Artwork Details
- Title
- Harriet Tubman
- Artist
- Date
- ca. 1945
- Location
- Not on view
- Dimensions
- 28 7⁄8 x 23 3⁄8 in. (73.5 x 59.3 cm)
- Credit Line
- Gift of the Harmon Foundation
- Mediums
- Mediums Description
- oil on paperboard
- Classifications
- Subjects
- African American
- Landscape — time — sunset
- History — United States — Black History
- Occupation — other — reformer
- Portrait female — Tubman, Harriet — full length
- Object Number
- 1967.59.1146
Artwork Description
Johnson traced the likeness of Harriet Tubman (about 1822--1913) from a popular nineteenth-century woodcut reproduced in Carter G. Woodson's book, The Negro in Our Times. Standing tall in a striped Civil War--era dress, she holds a shotgun at her side. Behind her, paths crisscross the landscape into the distance and sketchily drawn railroad tracks suggest the escape routes she used to shepherd enslaved people to freedom. Above her, the North Star shines between the rising and setting suns. At the lower right, Johnson painted Tubman as an elderly woman, her head draped in the shawl given to her by England's Queen Victoria.
Tubman probably used the Underground Railroad herself when she first escaped slavery in 1849, and she has long been its most famous "conductor." Between 1849 and 1862 she personally led more than eighty people to freedom and helped them find housing and jobs in the North. More than seven hundred others were freed as a result of her work as a spy for the Union army. After the Civil War, she turned her considerable skills to the cause of women's suffrage.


Apart from the pictures, return every line of the listing exactly.

________________________________________

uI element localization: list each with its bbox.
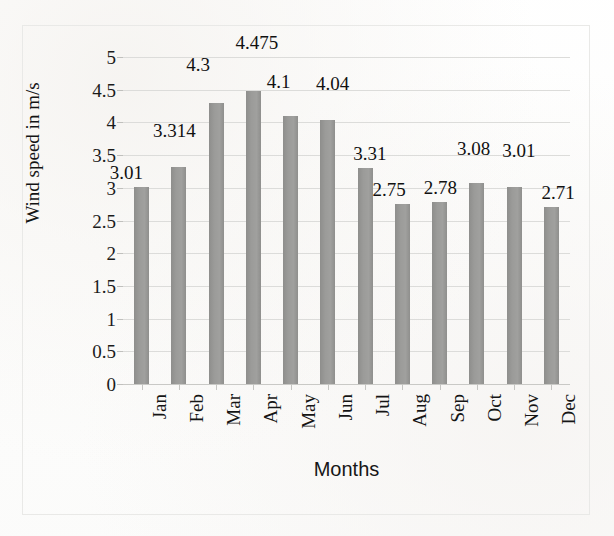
x-axis-tick-mark	[142, 384, 143, 390]
bar-value-label: 4.475	[235, 33, 278, 52]
bar[interactable]	[320, 120, 335, 384]
bar[interactable]	[507, 187, 522, 384]
bar-value-label: 2.75	[372, 180, 405, 199]
bar[interactable]	[469, 183, 484, 384]
y-axis-tick-label: 2	[107, 244, 117, 263]
x-axis-tick-mark	[514, 384, 515, 390]
bar-value-label: 3.08	[457, 139, 490, 158]
x-axis-tick-mark	[477, 384, 478, 390]
x-axis-tick-label-oct: Oct	[484, 394, 506, 421]
gridline	[123, 221, 570, 222]
gridline	[123, 384, 570, 385]
x-axis-tick-label-dec: Dec	[558, 394, 580, 425]
x-axis-tick-mark	[365, 384, 366, 390]
y-axis-title: Wind speed in m/s	[22, 58, 44, 248]
x-axis-tick-mark	[328, 384, 329, 390]
y-axis-tick-mark	[117, 122, 123, 123]
plot-area: 3.013.3144.34.4754.14.043.312.752.783.08…	[123, 57, 570, 384]
bar[interactable]	[171, 167, 186, 384]
y-axis-tick-mark	[117, 319, 123, 320]
x-axis-tick-label-jan: Jan	[149, 394, 171, 419]
y-axis-tick-mark	[117, 57, 123, 58]
gridline	[123, 286, 570, 287]
y-axis-tick-mark	[117, 221, 123, 222]
y-axis-tick-label: 0	[107, 375, 117, 394]
gridline	[123, 319, 570, 320]
x-axis-tick-mark	[291, 384, 292, 390]
bar[interactable]	[134, 187, 149, 384]
bar-value-label: 2.78	[424, 178, 457, 197]
x-axis-tick-label-sep: Sep	[447, 394, 469, 423]
x-axis-tick-labels: JanFebMarAprMayJunJulAugSepOctNovDec	[123, 390, 570, 450]
bar[interactable]	[283, 116, 298, 384]
bar-value-label: 4.3	[186, 55, 210, 74]
x-axis-tick-label-jun: Jun	[335, 394, 357, 420]
y-axis-tick-labels: 00.511.522.533.544.55	[78, 57, 116, 384]
x-axis-tick-label-jul: Jul	[372, 394, 394, 416]
bar-value-label: 3.31	[353, 144, 386, 163]
y-axis-tick-label: 1	[107, 310, 117, 329]
bar-value-label: 2.71	[541, 183, 574, 202]
y-axis-tick-mark	[117, 155, 123, 156]
y-axis-tick-mark	[117, 286, 123, 287]
x-axis-tick-label-may: May	[298, 394, 320, 429]
y-axis-tick-label: 1.5	[92, 277, 116, 296]
wind-speed-bar-chart-figure: Wind speed in m/s 00.511.522.533.544.55 …	[0, 0, 614, 536]
y-axis-tick-label: 5	[107, 48, 117, 67]
x-axis-tick-mark	[440, 384, 441, 390]
x-axis-tick-mark	[551, 384, 552, 390]
y-axis-tick-mark	[117, 90, 123, 91]
bar[interactable]	[246, 91, 261, 384]
x-axis-title: Months	[123, 458, 570, 481]
y-axis-tick-label: 4	[107, 113, 117, 132]
bar-value-label: 3.01	[502, 141, 535, 160]
x-axis-tick-label-nov: Nov	[521, 394, 543, 427]
bar[interactable]	[544, 207, 559, 384]
y-axis-tick-mark	[117, 188, 123, 189]
x-axis-tick-mark	[253, 384, 254, 390]
x-axis-tick-mark	[402, 384, 403, 390]
x-axis-tick-label-feb: Feb	[186, 394, 208, 423]
bar-value-label: 3.01	[110, 163, 143, 182]
bar[interactable]	[358, 168, 373, 384]
x-axis-tick-label-aug: Aug	[409, 394, 431, 427]
y-axis-tick-mark	[117, 384, 123, 385]
gridline	[123, 351, 570, 352]
y-axis-tick-label: 4.5	[92, 81, 116, 100]
y-axis-tick-mark	[117, 253, 123, 254]
bar-value-label: 3.314	[153, 121, 196, 140]
x-axis-tick-mark	[216, 384, 217, 390]
gridline	[123, 188, 570, 189]
bar[interactable]	[432, 202, 447, 384]
x-axis-tick-mark	[179, 384, 180, 390]
y-axis-tick-label: 2.5	[92, 212, 116, 231]
y-axis-tick-mark	[117, 351, 123, 352]
bar-value-label: 4.1	[267, 72, 291, 91]
bar[interactable]	[395, 204, 410, 384]
y-axis-tick-label: 0.5	[92, 342, 116, 361]
gridline	[123, 253, 570, 254]
bar-value-label: 4.04	[316, 74, 349, 93]
x-axis-tick-label-apr: Apr	[260, 394, 282, 424]
x-axis-tick-label-mar: Mar	[223, 394, 245, 426]
bar[interactable]	[209, 103, 224, 384]
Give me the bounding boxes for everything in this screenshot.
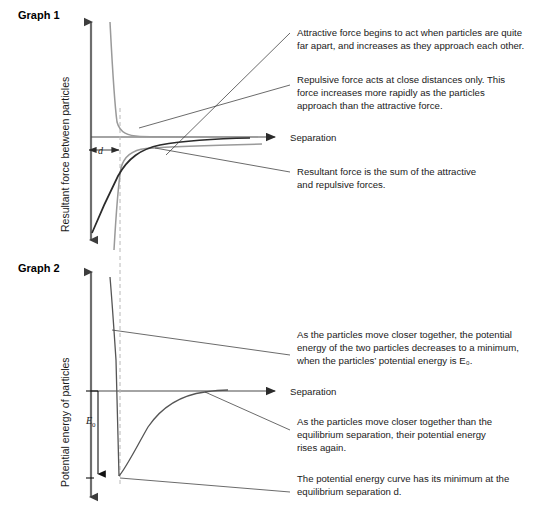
graph2-x-axis-label: Separation (290, 386, 336, 397)
graph2-repulsive-branch (110, 277, 119, 476)
graph1-annotation-resultant: Resultant force is the sum of the attrac… (297, 166, 476, 190)
graph2-anno-closer-line3: rises again. (297, 442, 346, 453)
graph1-anno-resultant-line2: and repulsive forces. (297, 179, 386, 190)
graph1-x-axis-label: Separation (290, 132, 336, 143)
graph1-y-axis-label: Resultant force between particles (59, 77, 71, 232)
graph1-attractive-curve (114, 144, 262, 250)
graph2-annotation-closer: As the particles move closer together th… (297, 416, 492, 453)
graph2-anno-closer-line2: equilibrium separation, their potential … (297, 429, 486, 440)
graph1-anno-repulsive-line1: Repulsive force acts at close distances … (297, 74, 505, 85)
graph2-panel: Graph 2 Potential energy of particles Se… (18, 256, 519, 497)
graph1-panel: Graph 1 Resultant force between particle… (18, 9, 524, 252)
graph2-anno-equilibrium-line2: equilibrium separation d. (297, 486, 402, 497)
graph2-title: Graph 2 (18, 262, 60, 274)
graph1-anno-attractive-line2: far apart, and increases as they approac… (297, 40, 524, 51)
graph1-anno-attractive-line1: Attractive force begins to act when part… (297, 27, 522, 38)
graph2-anno-equilibrium-line1: The potential energy curve has its minim… (297, 473, 509, 484)
figure-canvas: Graph 1 Resultant force between particle… (0, 0, 539, 513)
physics-figure: Graph 1 Resultant force between particle… (0, 0, 539, 513)
graph1-annotation-attractive: Attractive force begins to act when part… (297, 27, 524, 51)
graph1-leader-resultant (155, 148, 290, 172)
graph1-leader-repulsive (139, 85, 290, 128)
graph2-leader-closer (205, 392, 290, 430)
graph1-anno-resultant-line1: Resultant force is the sum of the attrac… (297, 166, 476, 177)
graph2-annotation-minimum: As the particles move closer together, t… (296, 329, 519, 366)
graph1-annotation-repulsive: Repulsive force acts at close distances … (297, 74, 505, 111)
graph1-anno-repulsive-line2: force increases more rapidly as the part… (297, 87, 485, 98)
graph2-potential-curve (119, 390, 228, 476)
graph1-title: Graph 1 (18, 9, 60, 21)
graph2-annotation-equilibrium: The potential energy curve has its minim… (297, 473, 509, 497)
graph2-anno-minimum-line1: As the particles move closer together, t… (297, 329, 512, 340)
graph1-anno-repulsive-line3: approach than the attractive force. (297, 100, 443, 111)
graph2-anno-minimum-line2: energy of the two particles decreases to… (297, 342, 519, 353)
graph2-leader-minimum (112, 330, 290, 355)
graph2-anno-closer-line1: As the particles move closer together th… (297, 416, 492, 427)
graph2-anno-minimum-line3: when the particles’ potential energy is … (296, 355, 472, 366)
graph1-repulsive-curve (110, 22, 258, 137)
graph1-d-label: d (98, 145, 104, 156)
graph2-leader-equilibrium (120, 478, 290, 492)
graph2-y-axis-label: Potential energy of particles (59, 357, 71, 487)
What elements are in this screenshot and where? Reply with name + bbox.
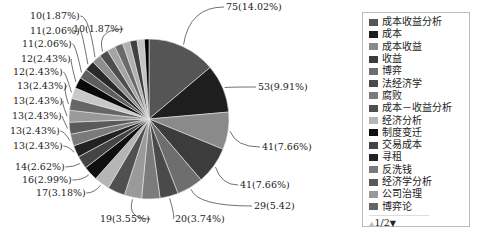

________________________________________

■ **Response**:
uI element localization: list each with its bbox.
x-axis-tick-mark	[142, 384, 143, 390]
bar-value-label: 4.475	[235, 33, 278, 52]
bar[interactable]	[320, 120, 335, 384]
bar[interactable]	[507, 187, 522, 384]
bar-value-label: 2.75	[372, 180, 405, 199]
bar[interactable]	[469, 183, 484, 384]
y-axis-tick-label: 2	[107, 244, 117, 263]
x-axis-tick-mark	[514, 384, 515, 390]
bar-value-label: 3.08	[457, 139, 490, 158]
x-axis-tick-mark	[477, 384, 478, 390]
x-axis-tick-label-oct: Oct	[484, 394, 506, 421]
gridline	[123, 221, 570, 222]
gridline	[123, 384, 570, 385]
x-axis-tick-label-dec: Dec	[558, 394, 580, 425]
x-axis-tick-mark	[365, 384, 366, 390]
y-axis-title: Wind speed in m/s	[22, 58, 44, 248]
x-axis-tick-mark	[328, 384, 329, 390]
y-axis-tick-mark	[117, 122, 123, 123]
plot-area: 3.013.3144.34.4754.14.043.312.752.783.08…	[123, 57, 570, 384]
bar[interactable]	[171, 167, 186, 384]
y-axis-tick-mark	[117, 319, 123, 320]
x-axis-tick-label-jan: Jan	[149, 394, 171, 419]
y-axis-tick-mark	[117, 57, 123, 58]
gridline	[123, 286, 570, 287]
y-axis-tick-mark	[117, 221, 123, 222]
y-axis-tick-label: 0	[107, 375, 117, 394]
gridline	[123, 319, 570, 320]
x-axis-tick-mark	[291, 384, 292, 390]
bar[interactable]	[134, 187, 149, 384]
bar-value-label: 2.78	[424, 178, 457, 197]
x-axis-tick-label-sep: Sep	[447, 394, 469, 423]
x-axis-tick-labels: JanFebMarAprMayJunJulAugSepOctNovDec	[123, 390, 570, 450]
bar[interactable]	[283, 116, 298, 384]
bar-value-label: 4.3	[186, 55, 210, 74]
x-axis-tick-label-jun: Jun	[335, 394, 357, 420]
y-axis-tick-labels: 00.511.522.533.544.55	[78, 57, 116, 384]
x-axis-tick-label-jul: Jul	[372, 394, 394, 416]
bar-value-label: 3.31	[353, 144, 386, 163]
y-axis-tick-label: 1	[107, 310, 117, 329]
bar-value-label: 2.71	[541, 183, 574, 202]
y-axis-tick-mark	[117, 155, 123, 156]
y-axis-tick-mark	[117, 286, 123, 287]
x-axis-tick-label-may: May	[298, 394, 320, 429]
y-axis-tick-label: 1.5	[92, 277, 116, 296]
wind-speed-bar-chart-figure: Wind speed in m/s 00.511.522.533.544.55 …	[0, 0, 614, 536]
y-axis-tick-label: 5	[107, 48, 117, 67]
x-axis-tick-mark	[440, 384, 441, 390]
x-axis-tick-mark	[551, 384, 552, 390]
y-axis-tick-mark	[117, 90, 123, 91]
bar[interactable]	[246, 91, 261, 384]
x-axis-title: Months	[123, 458, 570, 481]
y-axis-tick-label: 4	[107, 113, 117, 132]
bar-value-label: 3.01	[502, 141, 535, 160]
x-axis-tick-label-nov: Nov	[521, 394, 543, 427]
bar[interactable]	[544, 207, 559, 384]
y-axis-tick-mark	[117, 188, 123, 189]
x-axis-tick-mark	[253, 384, 254, 390]
x-axis-tick-mark	[402, 384, 403, 390]
x-axis-tick-label-feb: Feb	[186, 394, 208, 423]
bar-value-label: 3.01	[110, 163, 143, 182]
bar[interactable]	[358, 168, 373, 384]
x-axis-tick-label-aug: Aug	[409, 394, 431, 427]
y-axis-tick-mark	[117, 384, 123, 385]
gridline	[123, 351, 570, 352]
y-axis-tick-label: 4.5	[92, 81, 116, 100]
y-axis-tick-mark	[117, 253, 123, 254]
bar-value-label: 3.314	[153, 121, 196, 140]
x-axis-tick-mark	[216, 384, 217, 390]
gridline	[123, 188, 570, 189]
bar[interactable]	[432, 202, 447, 384]
x-axis-tick-mark	[179, 384, 180, 390]
y-axis-tick-label: 2.5	[92, 212, 116, 231]
y-axis-tick-mark	[117, 351, 123, 352]
bar-value-label: 4.1	[267, 72, 291, 91]
bar[interactable]	[395, 204, 410, 384]
y-axis-tick-label: 0.5	[92, 342, 116, 361]
gridline	[123, 253, 570, 254]
bar-value-label: 4.04	[316, 74, 349, 93]
x-axis-tick-label-apr: Apr	[260, 394, 282, 424]
x-axis-tick-label-mar: Mar	[223, 394, 245, 426]
bar[interactable]	[209, 103, 224, 384]
Give me the bounding boxes for everything in this screenshot.
graph2-x-axis-label: Separation (290, 386, 336, 397)
graph2-repulsive-branch (110, 277, 119, 476)
graph1-annotation-resultant: Resultant force is the sum of the attrac… (297, 166, 476, 190)
graph2-anno-closer-line3: rises again. (297, 442, 346, 453)
graph1-anno-resultant-line2: and repulsive forces. (297, 179, 386, 190)
graph1-x-axis-label: Separation (290, 132, 336, 143)
graph1-y-axis-label: Resultant force between particles (59, 77, 71, 232)
graph1-attractive-curve (114, 144, 262, 250)
graph2-annotation-closer: As the particles move closer together th… (297, 416, 492, 453)
graph2-anno-closer-line2: equilibrium separation, their potential … (297, 429, 486, 440)
graph1-anno-repulsive-line1: Repulsive force acts at close distances … (297, 74, 505, 85)
graph2-panel: Graph 2 Potential energy of particles Se… (18, 256, 519, 497)
graph1-panel: Graph 1 Resultant force between particle… (18, 9, 524, 252)
graph2-anno-equilibrium-line2: equilibrium separation d. (297, 486, 402, 497)
graph2-title: Graph 2 (18, 262, 60, 274)
graph1-anno-attractive-line2: far apart, and increases as they approac… (297, 40, 524, 51)
graph1-anno-attractive-line1: Attractive force begins to act when part… (297, 27, 522, 38)
graph2-anno-equilibrium-line1: The potential energy curve has its minim… (297, 473, 509, 484)
figure-canvas: Graph 1 Resultant force between particle… (0, 0, 539, 513)
physics-figure: Graph 1 Resultant force between particle… (0, 0, 539, 513)
graph1-annotation-attractive: Attractive force begins to act when part… (297, 27, 524, 51)
graph1-leader-resultant (155, 148, 290, 172)
graph1-leader-repulsive (139, 85, 290, 128)
graph2-leader-closer (205, 392, 290, 430)
graph1-anno-resultant-line1: Resultant force is the sum of the attrac… (297, 166, 476, 177)
graph2-annotation-minimum: As the particles move closer together, t… (296, 329, 519, 366)
graph1-annotation-repulsive: Repulsive force acts at close distances … (297, 74, 505, 111)
graph1-anno-repulsive-line2: force increases more rapidly as the part… (297, 87, 485, 98)
graph2-potential-curve (119, 390, 228, 476)
graph1-title: Graph 1 (18, 9, 60, 21)
graph2-annotation-equilibrium: The potential energy curve has its minim… (297, 473, 509, 497)
graph2-anno-minimum-line1: As the particles move closer together, t… (297, 329, 512, 340)
graph1-anno-repulsive-line3: approach than the attractive force. (297, 100, 443, 111)
graph2-anno-minimum-line2: energy of the two particles decreases to… (297, 342, 519, 353)
graph2-leader-minimum (112, 330, 290, 355)
graph2-anno-closer-line1: As the particles move closer together th… (297, 416, 492, 427)
graph2-anno-minimum-line3: when the particles’ potential energy is … (296, 355, 472, 366)
graph1-repulsive-curve (110, 22, 258, 137)
graph1-d-label: d (98, 145, 104, 156)
graph2-leader-equilibrium (120, 478, 290, 492)
graph2-y-axis-label: Potential energy of particles (59, 357, 71, 487)
What elements are in this screenshot and where? Reply with name + bbox.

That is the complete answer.